Monday, 29 September 2025

Cash Out Now – The End of the Used Car Game

So I popped into the Vauxhall dealer the other day. First, it was impossible to park - lots of spaces filled with cars for sale, but none for customers. Diagnosis? £144 an hour. Not heart surgery, not legal advice from a silk – just a bloke plugging a laptop into a car. At that rate you half expect them to throw in a foot massage and a glass of champagne, but no – you get a plastic chair and an invoice that makes your eyes water.

Now, if you think that model is going to survive the next decade, I’ve got a bridge to sell you. The Chinese aren’t just coming, they’ve already set up camp and are flogging tents at half the price. BYD, MG, NIO – they’ll deliver your car to the doorstep, update it while you’re asleep, and charge you less for the privilege. No need for a glass palace with cappuccino machines – just a bloke with a tablet who turns up at your house, smiles, and fixes it.

Meanwhile, BMW and Audi are still trying to flog you the dream of “residual values” – those mythical creatures that vanish the moment you try to part-exchange. Who in their right mind is going to drop twenty grand on a five-year-old German badge when you can buy a brand-new Chinese SUV, under warranty, for the same money?

And the used market? Forget it. Everyday petrol and diesel cars will be worth about as much as a bag of crisps in a thunderstorm. The only ICE cars worth keeping will be classics and oddities – the stuff enthusiasts want to tinker with on weekends. My GT6, for example – once I’ve finished turning it into a mint-green, turbocharged restomod with burr walnut and a growl that would wake the dead – that’ll still have value. Not because it’s “approved used” or comes with a stamp in a dealer service book, but because it’ll be a proper car. A car you want, not a car you tolerate.
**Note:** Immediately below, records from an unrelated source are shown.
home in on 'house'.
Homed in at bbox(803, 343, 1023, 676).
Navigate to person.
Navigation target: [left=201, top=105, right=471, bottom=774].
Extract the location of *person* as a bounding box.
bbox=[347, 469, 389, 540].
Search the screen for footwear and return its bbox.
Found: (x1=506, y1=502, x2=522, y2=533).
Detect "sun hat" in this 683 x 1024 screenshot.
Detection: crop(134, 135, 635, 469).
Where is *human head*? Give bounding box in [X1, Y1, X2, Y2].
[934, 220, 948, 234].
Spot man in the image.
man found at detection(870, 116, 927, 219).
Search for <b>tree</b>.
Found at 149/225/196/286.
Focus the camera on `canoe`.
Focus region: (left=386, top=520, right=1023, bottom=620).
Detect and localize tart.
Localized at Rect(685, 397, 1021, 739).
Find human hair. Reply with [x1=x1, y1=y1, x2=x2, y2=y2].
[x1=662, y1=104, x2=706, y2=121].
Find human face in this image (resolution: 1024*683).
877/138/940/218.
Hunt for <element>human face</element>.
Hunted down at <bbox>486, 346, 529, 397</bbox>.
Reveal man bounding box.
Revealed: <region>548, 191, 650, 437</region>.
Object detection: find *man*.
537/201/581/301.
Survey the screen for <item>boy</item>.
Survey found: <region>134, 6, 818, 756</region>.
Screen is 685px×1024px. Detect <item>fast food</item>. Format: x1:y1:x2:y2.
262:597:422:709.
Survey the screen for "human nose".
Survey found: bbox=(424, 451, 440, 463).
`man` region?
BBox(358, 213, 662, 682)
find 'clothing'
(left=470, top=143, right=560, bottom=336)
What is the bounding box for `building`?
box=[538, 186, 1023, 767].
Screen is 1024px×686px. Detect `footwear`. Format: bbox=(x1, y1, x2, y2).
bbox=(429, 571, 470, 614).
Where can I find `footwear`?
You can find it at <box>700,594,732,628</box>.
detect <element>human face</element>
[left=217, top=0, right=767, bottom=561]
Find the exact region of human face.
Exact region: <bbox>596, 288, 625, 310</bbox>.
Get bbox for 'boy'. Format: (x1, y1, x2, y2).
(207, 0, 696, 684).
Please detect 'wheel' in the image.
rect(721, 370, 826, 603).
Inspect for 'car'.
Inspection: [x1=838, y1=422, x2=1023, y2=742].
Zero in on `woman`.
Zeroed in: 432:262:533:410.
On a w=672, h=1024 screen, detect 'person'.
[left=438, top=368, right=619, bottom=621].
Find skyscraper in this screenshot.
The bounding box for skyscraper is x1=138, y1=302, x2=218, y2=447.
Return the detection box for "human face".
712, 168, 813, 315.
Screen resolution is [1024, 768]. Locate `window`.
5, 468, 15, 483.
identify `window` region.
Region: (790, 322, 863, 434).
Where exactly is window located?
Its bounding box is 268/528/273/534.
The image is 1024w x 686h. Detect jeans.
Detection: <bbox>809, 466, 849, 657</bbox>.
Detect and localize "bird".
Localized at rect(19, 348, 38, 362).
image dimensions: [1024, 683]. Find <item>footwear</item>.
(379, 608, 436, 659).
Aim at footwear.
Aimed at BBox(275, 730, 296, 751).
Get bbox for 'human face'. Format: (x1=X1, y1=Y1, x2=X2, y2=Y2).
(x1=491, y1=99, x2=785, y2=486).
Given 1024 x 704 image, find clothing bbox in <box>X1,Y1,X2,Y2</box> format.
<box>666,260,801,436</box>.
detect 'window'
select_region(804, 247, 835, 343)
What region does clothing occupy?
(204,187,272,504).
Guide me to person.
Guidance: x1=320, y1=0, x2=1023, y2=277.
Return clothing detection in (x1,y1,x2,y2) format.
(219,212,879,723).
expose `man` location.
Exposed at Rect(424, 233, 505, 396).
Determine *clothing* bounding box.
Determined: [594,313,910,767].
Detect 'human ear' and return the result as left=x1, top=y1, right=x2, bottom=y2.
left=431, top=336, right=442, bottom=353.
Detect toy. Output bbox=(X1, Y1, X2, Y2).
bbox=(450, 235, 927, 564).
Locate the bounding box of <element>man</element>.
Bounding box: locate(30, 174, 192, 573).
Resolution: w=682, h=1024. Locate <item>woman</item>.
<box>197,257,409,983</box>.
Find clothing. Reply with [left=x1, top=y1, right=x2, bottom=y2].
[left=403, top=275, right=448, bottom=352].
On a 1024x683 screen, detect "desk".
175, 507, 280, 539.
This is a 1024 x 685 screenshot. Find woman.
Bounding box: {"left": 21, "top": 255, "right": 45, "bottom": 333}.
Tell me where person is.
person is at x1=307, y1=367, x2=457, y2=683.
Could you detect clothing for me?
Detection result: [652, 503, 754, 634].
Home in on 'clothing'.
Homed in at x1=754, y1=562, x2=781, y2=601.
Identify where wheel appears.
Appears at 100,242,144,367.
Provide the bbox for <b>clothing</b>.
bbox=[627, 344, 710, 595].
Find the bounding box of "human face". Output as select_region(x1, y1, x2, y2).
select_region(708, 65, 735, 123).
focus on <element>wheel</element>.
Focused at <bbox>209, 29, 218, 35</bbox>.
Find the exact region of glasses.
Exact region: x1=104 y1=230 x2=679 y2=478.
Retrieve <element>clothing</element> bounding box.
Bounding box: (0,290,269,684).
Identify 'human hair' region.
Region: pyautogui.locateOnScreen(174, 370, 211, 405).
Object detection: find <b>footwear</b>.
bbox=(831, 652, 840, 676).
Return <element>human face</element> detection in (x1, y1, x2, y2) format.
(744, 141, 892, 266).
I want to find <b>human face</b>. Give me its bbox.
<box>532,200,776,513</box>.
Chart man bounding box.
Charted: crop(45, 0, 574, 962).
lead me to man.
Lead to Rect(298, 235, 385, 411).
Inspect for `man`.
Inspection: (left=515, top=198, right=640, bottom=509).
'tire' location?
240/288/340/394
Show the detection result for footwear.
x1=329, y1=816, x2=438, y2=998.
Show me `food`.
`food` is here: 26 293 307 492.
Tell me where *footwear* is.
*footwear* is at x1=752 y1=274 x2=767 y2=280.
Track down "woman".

By 2030 the whole second-hand game will be Chinese makers recycling their own fleets – ex-subscription cars, cleaned up, re-warrantied, and sent back out like Amazon returns. The local dealer forecourt will be reduced to flogging what’s left of yesterday’s ICE scrap to people who haven’t noticed the music stopped.

So yes, enjoy that £144-an-hour diagnostic rate while you can. It’s the last gasp of a dinosaur. The Chinese aren’t just wiping the floor – they’re taking the mop, the bucket, and the showroom carpets with them. Meanwhile, the GT6 will be thumbing its nose from the garage, still worth something because it’s got soul.